Hi Vanderhoven
Your message is a little confusing for me. If the ungodly perish, vanish, as scriptures say, then there is no eternal torment that a person is aware of, after judgment in the lake of fire - judgment, the words, lies that they lived by, but also the words of God condemnation coming against them. That, is their suffering and torment.
Their torment ascends like smoke. What happens after something is burned up? The smoke is a memory of what the wicked did and the judgment that came upon them. It is the legacy that they leave behind. I watched this literally happen where I live. When the forests around us burned in a raging fire, the smoke persisted long after the trees were nothing but ash. “Fire” symbolizes words that which come from one’s mouth – either God’s word of truth (Jer 23:29; Rev 11:1-5) or that of Satan’s words of lies. (Rev 13:11,13; 12:3; Rev 13:15,4) Both, are words of condemnation. There is no literal fire that people will be subjected to when thrown into the lake of fire. Is that what you are meaning? I didn’t think so by your previous comments, but maybe I misunderstood. God was against the sacrificing of children in a literal fire. If that never came to His mind, why would He condone the eternal physical burning of the wicked? (Jer 19:5)
Psalm 37:20 – “But the wicked will perish: Though the LORD’s enemies are like the flowers of the field, they will be consumed, they will go up in smoke.” There is not an “afterlife” of torment for the wicked to be eternally cognizant of. Isa 41:11
Hell, is Gehenna, not Hades or Sheol or the abyss, or even Tartarus. (James 3:6) The rich man, whether he was alive or dead, was already in Hades.

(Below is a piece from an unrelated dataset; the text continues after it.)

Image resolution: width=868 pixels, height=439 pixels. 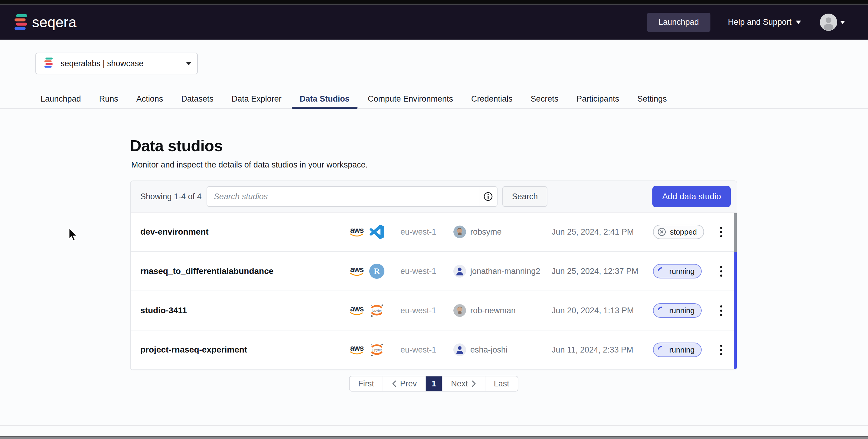 I want to click on workspace-name: seqeralabs | showcase, so click(x=102, y=64).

When on earth, he was already “dead” spiritually, because he rejected Jesus Christ. (John 6:63; Eph 2:1; Rom 6:13) The Pharisees were well aware of Sheol, Hades and what it meant. It is spiritual captivity to darkness and separation from God. This is Satan’s realm of darkness. (Rev 9:11; Prov 15:11; Job 26:6) Without the light of Christ, we remain in a spiritual “Hades” while we are in the flesh.

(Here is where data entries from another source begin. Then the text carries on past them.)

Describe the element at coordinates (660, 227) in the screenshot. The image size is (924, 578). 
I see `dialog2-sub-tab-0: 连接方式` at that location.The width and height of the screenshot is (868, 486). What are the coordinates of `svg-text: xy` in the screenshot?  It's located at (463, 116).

Where did Jesus go when he died, and who did he talk to? 1 Pet 3:18-19; 2 Pet 2:4
It’s not a literal place, it is a spiritual state of “not perceiving”. In the case of the rich man in Hades, his hardened heart refused to perceive, to accept within him why Jesus came, and the light of life he offered to those who turned to him. (Isa 14:14-15) And the chasm between darkness and light is great. There is no crossing over to the light unless one seeks to find it, and the heart is determined to serve God with all their heart, soul and mind. (2 Sam 22:6-20) In the case of the rich man, that was not his intention, even though he faced God's judgment in the lake of fire.